AbstractsSociology

The development and social adjustment of the Jewish community in Montreal

by Judith Seidel




Institution: McGill University
Department: Department of Sociology.
Degree: MA.
Year: 1939
Keywords: Montréal (Québec)  – Social conditions  – History.; Jews  – Québec (Province)  – Montréal  – Social conditions.; Montréal (Québec)  – Social conditions  – History.
Record ID: 1570881
Full text PDF: http://digitool.library.mcgill.ca/thesisfile120149.pdf


Abstract

The Jewish group offers a picture different in certain ways from other racial and ethnic minorities in Montreal and in Canada. The main period of its history in Canada begins about 1900. In Montreal a small, compact nucleus of Jewish population in the nineteenth century has expanded and developed into a large, comparatively heterogeneous and widely scattered, yet solidly integrated, self-conscious community. The changing ecological pattern of the Jewish community is traced, in relation to the growth of the city of Montreal as a whole* Informal habits, as well as formal structures, reveal the differences in adjustment and assimilation between different elements within the Jewish community, these differences being shown to coincide rather closely with those of successive areas of settlement in the city. Complete assimilation has been achieved by few, if any, of the members of this community; the completely unassimilated type is likewise practically non-existent.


* [WORK TO BE COMPLETED]: From the first line of the records below through the line with "Image is 980x472 pixels.", output each line exactly; skip the pictures.

* [MATERIAL FOR THIS TASK]:

══════════

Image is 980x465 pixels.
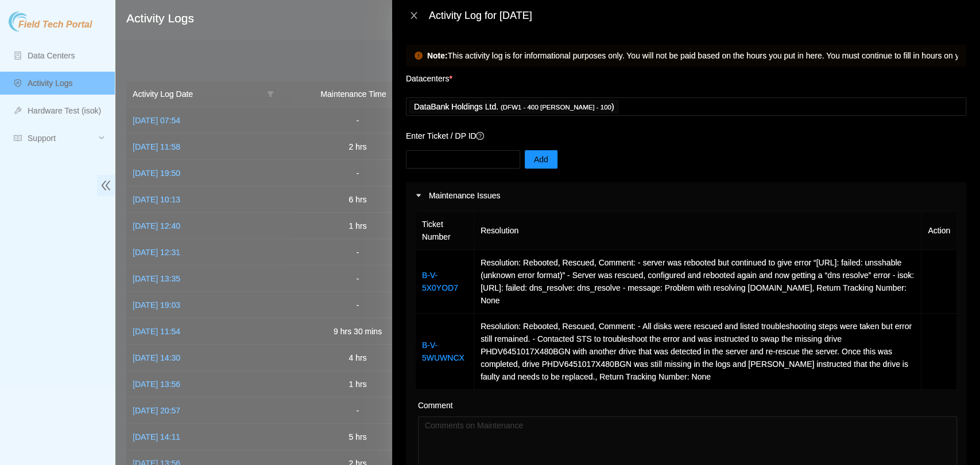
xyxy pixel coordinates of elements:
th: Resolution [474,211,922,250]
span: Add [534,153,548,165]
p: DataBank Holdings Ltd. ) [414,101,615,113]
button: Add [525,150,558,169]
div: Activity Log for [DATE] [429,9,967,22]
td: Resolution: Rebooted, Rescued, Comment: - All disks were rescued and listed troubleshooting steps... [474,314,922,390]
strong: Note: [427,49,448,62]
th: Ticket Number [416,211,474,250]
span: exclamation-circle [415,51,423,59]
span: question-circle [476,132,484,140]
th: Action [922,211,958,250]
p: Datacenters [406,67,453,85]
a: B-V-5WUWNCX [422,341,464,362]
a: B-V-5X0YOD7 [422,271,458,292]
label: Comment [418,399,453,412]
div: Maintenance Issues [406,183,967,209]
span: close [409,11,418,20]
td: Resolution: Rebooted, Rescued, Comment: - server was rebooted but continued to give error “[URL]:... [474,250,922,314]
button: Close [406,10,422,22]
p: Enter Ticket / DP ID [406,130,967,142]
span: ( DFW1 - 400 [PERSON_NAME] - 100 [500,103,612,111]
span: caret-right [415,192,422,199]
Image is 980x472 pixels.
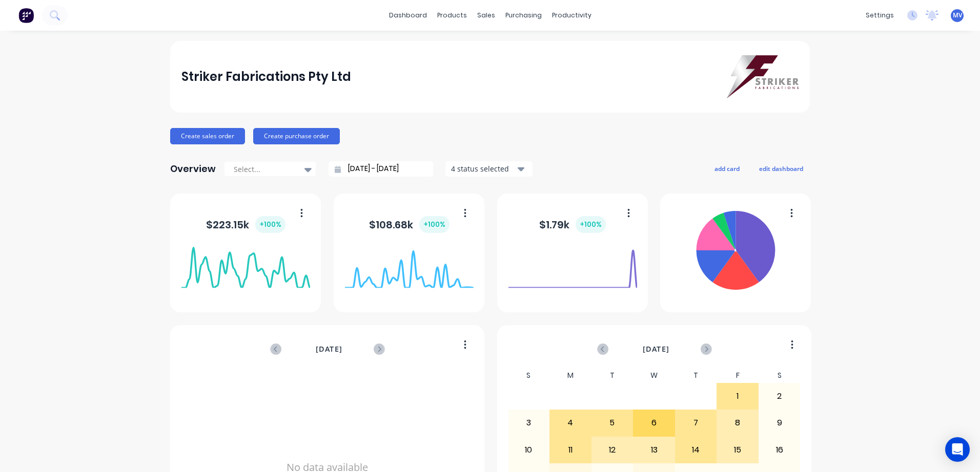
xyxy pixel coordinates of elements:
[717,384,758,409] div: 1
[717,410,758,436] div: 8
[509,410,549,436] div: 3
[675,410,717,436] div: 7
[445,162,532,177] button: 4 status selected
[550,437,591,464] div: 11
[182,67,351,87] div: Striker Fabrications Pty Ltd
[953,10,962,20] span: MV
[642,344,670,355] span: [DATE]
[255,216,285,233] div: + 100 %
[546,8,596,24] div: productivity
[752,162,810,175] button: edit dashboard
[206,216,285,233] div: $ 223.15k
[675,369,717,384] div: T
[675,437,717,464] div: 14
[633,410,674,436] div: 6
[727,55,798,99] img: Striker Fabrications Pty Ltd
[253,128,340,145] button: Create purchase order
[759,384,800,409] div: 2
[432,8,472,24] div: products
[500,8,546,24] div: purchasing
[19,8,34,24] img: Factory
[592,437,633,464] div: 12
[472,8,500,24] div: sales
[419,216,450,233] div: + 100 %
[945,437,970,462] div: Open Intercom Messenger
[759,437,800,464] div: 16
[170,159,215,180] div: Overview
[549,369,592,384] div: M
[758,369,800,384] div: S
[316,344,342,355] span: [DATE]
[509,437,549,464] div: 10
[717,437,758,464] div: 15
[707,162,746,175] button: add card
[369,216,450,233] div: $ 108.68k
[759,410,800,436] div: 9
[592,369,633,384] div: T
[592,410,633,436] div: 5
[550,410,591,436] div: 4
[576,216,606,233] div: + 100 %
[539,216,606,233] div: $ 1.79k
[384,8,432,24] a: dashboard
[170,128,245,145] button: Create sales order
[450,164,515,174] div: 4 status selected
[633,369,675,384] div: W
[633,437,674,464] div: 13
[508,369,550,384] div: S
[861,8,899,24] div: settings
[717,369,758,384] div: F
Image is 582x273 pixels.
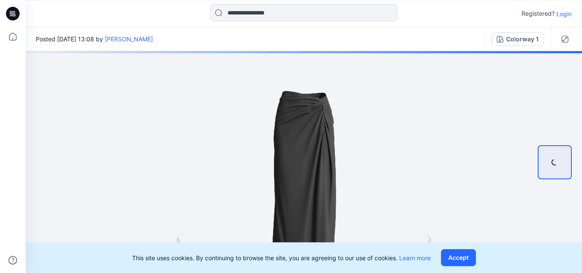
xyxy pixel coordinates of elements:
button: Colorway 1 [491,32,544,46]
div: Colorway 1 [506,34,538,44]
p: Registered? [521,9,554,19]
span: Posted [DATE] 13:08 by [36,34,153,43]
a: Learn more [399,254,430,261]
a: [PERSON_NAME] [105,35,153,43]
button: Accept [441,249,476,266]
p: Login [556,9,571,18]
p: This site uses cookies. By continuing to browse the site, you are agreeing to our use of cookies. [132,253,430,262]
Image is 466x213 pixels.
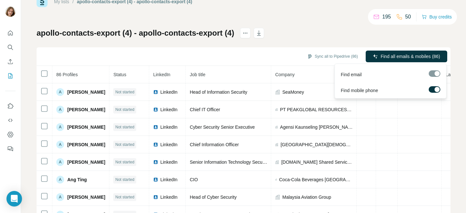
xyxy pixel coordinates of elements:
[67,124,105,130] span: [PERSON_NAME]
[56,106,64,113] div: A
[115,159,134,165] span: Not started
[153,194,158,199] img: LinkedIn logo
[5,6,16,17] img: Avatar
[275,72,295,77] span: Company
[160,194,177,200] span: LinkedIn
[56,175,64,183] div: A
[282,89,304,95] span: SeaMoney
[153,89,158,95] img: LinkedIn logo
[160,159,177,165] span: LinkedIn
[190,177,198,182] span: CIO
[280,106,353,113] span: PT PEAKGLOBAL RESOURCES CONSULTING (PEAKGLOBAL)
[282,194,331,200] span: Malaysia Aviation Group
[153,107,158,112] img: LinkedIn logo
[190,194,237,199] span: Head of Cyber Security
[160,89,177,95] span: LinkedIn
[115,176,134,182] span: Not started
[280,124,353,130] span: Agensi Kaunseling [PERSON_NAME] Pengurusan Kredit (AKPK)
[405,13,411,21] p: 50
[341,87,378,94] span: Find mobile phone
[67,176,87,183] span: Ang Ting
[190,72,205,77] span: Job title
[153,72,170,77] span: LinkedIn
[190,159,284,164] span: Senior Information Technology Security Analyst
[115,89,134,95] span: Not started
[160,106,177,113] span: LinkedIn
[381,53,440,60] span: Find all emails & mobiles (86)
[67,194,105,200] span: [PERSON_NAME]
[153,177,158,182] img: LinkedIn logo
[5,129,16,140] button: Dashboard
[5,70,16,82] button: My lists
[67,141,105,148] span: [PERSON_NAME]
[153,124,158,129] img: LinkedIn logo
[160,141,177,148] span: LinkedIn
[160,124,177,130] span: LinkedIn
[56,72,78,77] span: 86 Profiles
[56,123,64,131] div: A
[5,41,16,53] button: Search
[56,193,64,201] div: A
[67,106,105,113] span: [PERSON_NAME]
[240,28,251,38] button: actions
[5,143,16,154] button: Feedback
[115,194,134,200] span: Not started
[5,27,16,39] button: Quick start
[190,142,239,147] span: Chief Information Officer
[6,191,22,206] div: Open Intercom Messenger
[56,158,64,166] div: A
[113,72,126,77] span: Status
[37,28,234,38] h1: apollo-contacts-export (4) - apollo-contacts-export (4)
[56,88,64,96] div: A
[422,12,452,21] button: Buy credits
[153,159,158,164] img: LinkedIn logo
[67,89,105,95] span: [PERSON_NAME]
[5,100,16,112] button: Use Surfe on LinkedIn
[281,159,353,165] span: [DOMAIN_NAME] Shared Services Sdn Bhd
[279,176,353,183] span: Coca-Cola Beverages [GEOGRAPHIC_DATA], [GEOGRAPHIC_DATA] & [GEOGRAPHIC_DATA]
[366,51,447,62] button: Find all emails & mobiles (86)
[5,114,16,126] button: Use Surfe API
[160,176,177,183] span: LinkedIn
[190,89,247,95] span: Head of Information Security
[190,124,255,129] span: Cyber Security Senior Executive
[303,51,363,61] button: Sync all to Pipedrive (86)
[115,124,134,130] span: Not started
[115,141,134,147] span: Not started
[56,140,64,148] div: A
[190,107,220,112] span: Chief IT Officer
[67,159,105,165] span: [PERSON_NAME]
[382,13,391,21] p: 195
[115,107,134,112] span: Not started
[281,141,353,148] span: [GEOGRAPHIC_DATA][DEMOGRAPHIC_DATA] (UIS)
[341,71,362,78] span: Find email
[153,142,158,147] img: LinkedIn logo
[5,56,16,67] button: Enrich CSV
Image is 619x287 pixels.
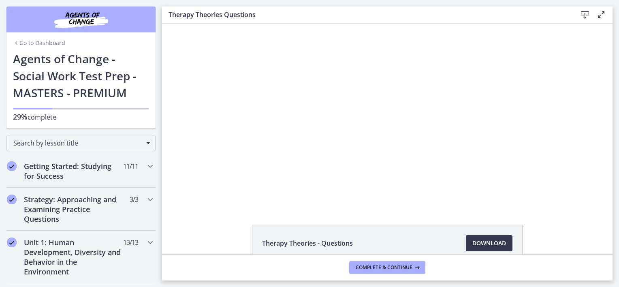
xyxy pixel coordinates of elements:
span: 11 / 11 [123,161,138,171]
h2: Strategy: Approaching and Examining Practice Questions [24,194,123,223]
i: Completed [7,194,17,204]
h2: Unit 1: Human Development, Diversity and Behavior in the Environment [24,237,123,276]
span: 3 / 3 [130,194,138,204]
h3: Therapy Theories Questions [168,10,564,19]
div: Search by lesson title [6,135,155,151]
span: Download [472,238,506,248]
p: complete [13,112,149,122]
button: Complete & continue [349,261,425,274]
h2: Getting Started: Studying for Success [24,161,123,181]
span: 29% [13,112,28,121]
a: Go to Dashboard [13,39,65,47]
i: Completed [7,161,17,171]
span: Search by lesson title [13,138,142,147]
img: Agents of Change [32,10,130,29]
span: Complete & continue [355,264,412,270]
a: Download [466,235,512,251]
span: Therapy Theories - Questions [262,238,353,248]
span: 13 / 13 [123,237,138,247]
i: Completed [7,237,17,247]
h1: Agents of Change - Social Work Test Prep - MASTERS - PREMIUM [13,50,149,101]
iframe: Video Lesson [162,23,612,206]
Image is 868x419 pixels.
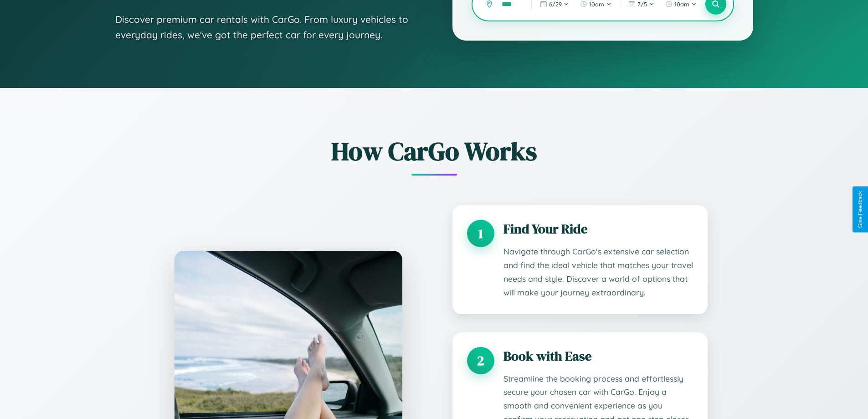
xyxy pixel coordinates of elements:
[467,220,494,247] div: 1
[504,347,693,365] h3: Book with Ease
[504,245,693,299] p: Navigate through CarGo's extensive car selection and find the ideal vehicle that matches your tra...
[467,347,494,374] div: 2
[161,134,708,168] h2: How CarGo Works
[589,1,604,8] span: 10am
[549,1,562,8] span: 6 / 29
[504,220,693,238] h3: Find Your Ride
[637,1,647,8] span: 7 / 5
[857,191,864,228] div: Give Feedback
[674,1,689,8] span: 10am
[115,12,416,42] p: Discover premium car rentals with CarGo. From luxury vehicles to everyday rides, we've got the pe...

══════════

* [EXERCISE RESPONSE]:
Image is 980x465 pixels.
xyxy pixel coordinates of elements:
th: Resolution [474,211,922,250]
span: Add [534,153,548,165]
p: DataBank Holdings Ltd. ) [414,101,615,113]
button: Add [525,150,558,169]
div: Activity Log for [DATE] [429,9,967,22]
td: Resolution: Rebooted, Rescued, Comment: - All disks were rescued and listed troubleshooting steps... [474,314,922,390]
strong: Note: [427,49,448,62]
th: Ticket Number [416,211,474,250]
span: exclamation-circle [415,51,423,59]
span: question-circle [476,132,484,140]
th: Action [922,211,958,250]
p: Datacenters [406,67,453,85]
a: B-V-5WUWNCX [422,341,464,362]
a: B-V-5X0YOD7 [422,271,458,292]
label: Comment [418,399,453,412]
div: Maintenance Issues [406,183,967,209]
span: close [409,11,418,20]
td: Resolution: Rebooted, Rescued, Comment: - server was rebooted but continued to give error “[URL]:... [474,250,922,314]
button: Close [406,10,422,22]
p: Enter Ticket / DP ID [406,130,967,142]
span: ( DFW1 - 400 [PERSON_NAME] - 100 [500,103,612,111]
span: caret-right [415,192,422,199]
Image is 980x472 pixels.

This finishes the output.